Wednesday, April 26, 2006

Sunset Drive


You get to a point in life where you start wishing that you'd taken the time, made the effort, to photograph so many of the everyday happenings that seemed of no great importance at the time, the people you ran into every day, the places you went for coffee or to grab a newspaper. Now they're gone. Businesses changed hands, buildings were torn down to be replaced by others, people moved, retired, died.

No, you can never ever again recapture a moment in time, but at some point you come to the realization that everything that even existed at that point in time is now but a memory. Gone forever. The horses grazing on Biscayne Blvd. where a strip mall now entices shoppers, a few blocks away where a college dorm, once a roadside motel where Linda Lovelace starred in Deep Throat, now houses students with no idea of the history of their current home, a short lived ice arena torn down to make way for another strip mall. We can never have too many strip malls!

Some people think I'm a bit of a nut because I always seem to have a camera with me. I take pictures of some very mundane everyday things, things that remind me of what I wished I'd photographed in the past. My friends across the table as we drink coffee, maybe the waitress serving the coffee. And since I got adept at photographing myself with that ultra wide angle 15mm lens sometimes I take photos of myself doing some very mundane things too, everything from going to the Post Office to getting a haircut. Here it's aproaching dusk, the sun is almost set, and I'm driving my truck towards the east.

Yet on another level I've lived here nearly continuously for what will be 50 years this October. Eleven years later I bought the house I'm still living in. I've been the photographer at various times for a local university, a couple of newspapers and regional magazine. the city, the chamber of commerce, various churches and not for profits.

While other photographers were out travelling the world in search of adventure I was examining my environment in depth, and over a couple of generations.
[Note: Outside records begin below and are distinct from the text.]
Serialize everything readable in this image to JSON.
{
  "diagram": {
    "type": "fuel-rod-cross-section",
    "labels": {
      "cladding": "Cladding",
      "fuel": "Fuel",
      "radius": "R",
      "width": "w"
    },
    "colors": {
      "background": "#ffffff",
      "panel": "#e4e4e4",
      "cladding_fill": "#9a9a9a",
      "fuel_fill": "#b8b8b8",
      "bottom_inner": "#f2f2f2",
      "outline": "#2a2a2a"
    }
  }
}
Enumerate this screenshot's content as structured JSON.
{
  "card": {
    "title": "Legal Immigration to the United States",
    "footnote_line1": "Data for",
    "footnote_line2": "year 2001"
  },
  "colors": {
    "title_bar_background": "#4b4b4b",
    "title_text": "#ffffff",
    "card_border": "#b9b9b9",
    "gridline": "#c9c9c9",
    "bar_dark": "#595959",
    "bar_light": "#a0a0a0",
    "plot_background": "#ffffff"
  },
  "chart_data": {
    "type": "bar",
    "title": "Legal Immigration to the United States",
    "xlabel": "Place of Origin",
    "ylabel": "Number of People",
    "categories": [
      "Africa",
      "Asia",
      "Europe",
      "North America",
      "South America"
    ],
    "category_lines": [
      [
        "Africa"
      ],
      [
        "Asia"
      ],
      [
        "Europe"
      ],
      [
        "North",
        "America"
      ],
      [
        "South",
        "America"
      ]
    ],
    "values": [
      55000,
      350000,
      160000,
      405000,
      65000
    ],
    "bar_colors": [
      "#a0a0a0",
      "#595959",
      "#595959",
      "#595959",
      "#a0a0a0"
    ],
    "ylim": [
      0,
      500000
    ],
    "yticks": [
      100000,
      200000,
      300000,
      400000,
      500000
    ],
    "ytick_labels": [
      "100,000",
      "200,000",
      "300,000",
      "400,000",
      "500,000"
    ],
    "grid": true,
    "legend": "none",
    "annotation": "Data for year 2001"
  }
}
Now I'm starting to realize that I was doing the same to myself, recording my life, studying myself. I wish I had photographs of myself on my bicycle in the 1950's, driving the VW beetle in the 1960's, and so on, but I can have photos of myself driving the Toyota Tacoma now, sometimes alone, other times with Monkey and with some of my friends, at dusk and at night as well as during the day. No I didn't miss the travelling. I got to be part of my community and took part in raising my children. That was my adventure.

2 Comments:

Blogger Todd Frederick Photography said...

Al, I think this is your best essay yet. I can think of no better reason to carry a camera and photograph every day. Todd

7:00 PM  
Anonymous Anonymous said...

Al, great piece today; Sunset Drive! One of your best.